2) Block + spring with friction (use )
A block with initial speed slides on a rough surface and compresses a spring by .
Setup:
- Choose initial at first contact with spring, final at max compression (speed ).
- Use:
- With , :
Key insight: friction is nonconservative; don’t try to hide it inside a potential energy.
3) 2D glancing collision (momentum in components)
Mass moving along +x collides with stationary and they separate at angles.
Setup:
- Use component momentum conservation:
Key insight: In 2D you almost always solve using x/y components; do not conserve “speed” or treat momentum as scalar.
4) Person on a turntable pulls in weights (angular momentum)
A person rotates on a frictionless turntable holding masses at radius , then pulls them inward.
Setup:
- External torque about the vertical axis is negligible, so:
- Rotational kinetic energy changes:
Key insight: is conserved but is not necessarily conserved; the person does internal work pulling masses inward.
Common Mistakes & Traps
Mixing up “no external force” with “no external impulse.”
- Wrong: refusing to use momentum in collisions because gravity exists.
- Fix: check the collision time; if is tiny, .
Assuming kinetic energy is conserved in every collision.
- Wrong: using for inelastic collisions.
- Fix: default to momentum conservation; add conservation only if explicitly elastic (or clearly implied, e.g., ideal billiard balls).

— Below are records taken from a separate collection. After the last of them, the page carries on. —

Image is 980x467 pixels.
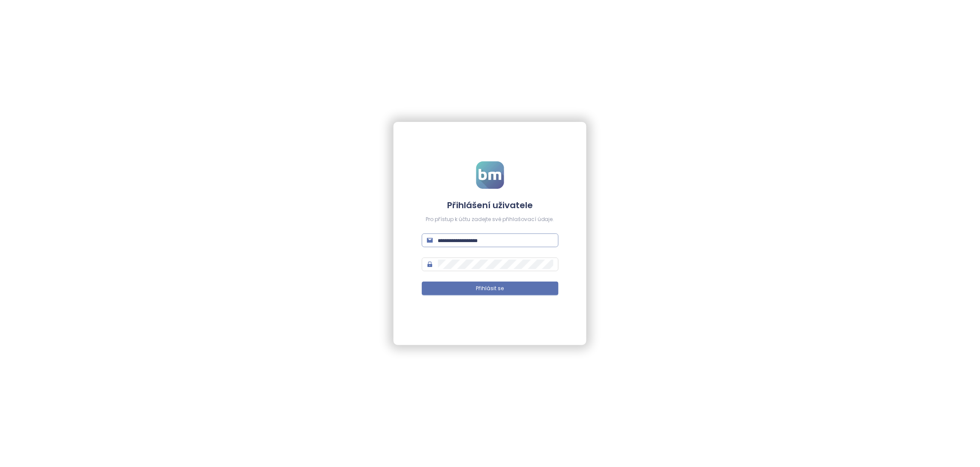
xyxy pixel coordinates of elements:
[427,238,433,244] span: mail
[422,199,559,211] h4: Přihlášení uživatele
[422,216,559,223] div: Pro přístup k účtu zadejte své přihlašovací údaje.
[476,285,504,293] span: Přihlásit se
[476,161,504,189] img: logo
[422,282,559,295] button: Přihlásit se
[427,261,433,267] span: lock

Using mechanical energy conservation when friction/drag is present without adding .
- Wrong: on a rough incline.
- Fix: write with .
Sign errors in potential energy changes.
- Wrong: writing when the object rises by .
- Fix: near Earth, ; if increases, .
Choosing a bad axis for angular momentum conservation.

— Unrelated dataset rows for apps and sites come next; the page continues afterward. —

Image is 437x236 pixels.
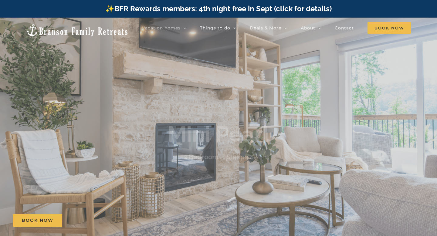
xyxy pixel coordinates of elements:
span: About [301,26,315,30]
a: Deals & More [250,22,287,34]
a: Contact [335,22,354,34]
span: Deals & More [250,26,281,30]
span: Things to do [200,26,230,30]
span: Book Now [367,22,411,34]
a: ✨BFR Rewards members: 4th night free in Sept (click for details) [105,4,332,13]
span: Contact [335,26,354,30]
a: Things to do [200,22,236,34]
h3: 2 Bedrooms | Sleeps 4 [184,153,253,161]
img: Branson Family Retreats Logo [26,23,129,37]
a: Vacation homes [142,22,186,34]
span: Vacation homes [142,26,181,30]
nav: Main Menu [142,22,411,34]
span: Book Now [22,218,53,223]
a: About [301,22,321,34]
b: Mini Pearl [167,121,270,147]
a: Book Now [13,214,62,227]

- Wrong: conserving about a point where there is external torque.
- Fix: choose a point where external forces have zero moment arm (e.g., pivot point) or are negligible.

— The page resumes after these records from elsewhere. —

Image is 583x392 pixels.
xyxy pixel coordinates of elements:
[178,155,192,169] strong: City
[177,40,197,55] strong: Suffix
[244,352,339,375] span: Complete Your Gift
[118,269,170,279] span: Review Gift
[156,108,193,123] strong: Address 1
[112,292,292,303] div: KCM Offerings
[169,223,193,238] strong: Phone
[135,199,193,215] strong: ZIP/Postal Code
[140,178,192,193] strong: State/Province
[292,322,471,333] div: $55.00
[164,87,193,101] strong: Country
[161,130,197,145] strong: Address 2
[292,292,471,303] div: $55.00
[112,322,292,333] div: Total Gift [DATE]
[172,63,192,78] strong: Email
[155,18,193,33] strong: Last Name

Forgetting rotational kinetic energy in rolling problems.
- Wrong: using for a rolling disk/sphere.
- Fix: use with .
Treating momentum conservation as scalar in 2D.
- Wrong: without components.
- Fix: conserve x and y components separately.
Thinking static friction always does zero work (or always does work).
- Wrong: blanket statements.
- Fix: in pure rolling on a fixed surface, static friction typically does no work on the rolling object because the contact point doesn’t slide, but it can still change motion via torque; in other setups (moving surfaces), it can do work.
Memory Aids & Quick Tricks
| Trick / mnemonic | Helps you remember | When to use |
|---|---|---|
| “Impulse is the real test” | Momentum conservation depends on , not just forces | Any collision/explosion question |
| “Momentum first, energy second” | In embed/stick + swing problems, do collision with then motion with | Ballistic pendulum / explosive separations then rising |
| “” | Cleanest way to include friction/applied work | Ramps with friction, pushes, drag approximations |
| “Pick the pivot” | Choose axis where unknown constraint forces give zero torque | Pendulums, rods about hinges, rotational impacts |
| “Rolling = two K’s” | Always add translational + rotational kinetic energy | Objects rolling down inclines |
| “ can be conserved while changes” | Internal work can change kinetic energy | Skater/turntable, collapsing radius problems |
Quick Review Checklist
- You can state exactly when each is conserved:
- :
- : (about chosen axis)
- :
- In collisions, you default to: (components in 2D).
- You only use if the collision is elastic.
- You can write and use: without hesitation.
- You remember both gravity potentials: and .
- For rolling: and .
- For angular momentum, you always ask: “About what point/axis is torque zero?”
You’ve got this—pick the right system, check the conservation condition, then let the algebra do the work.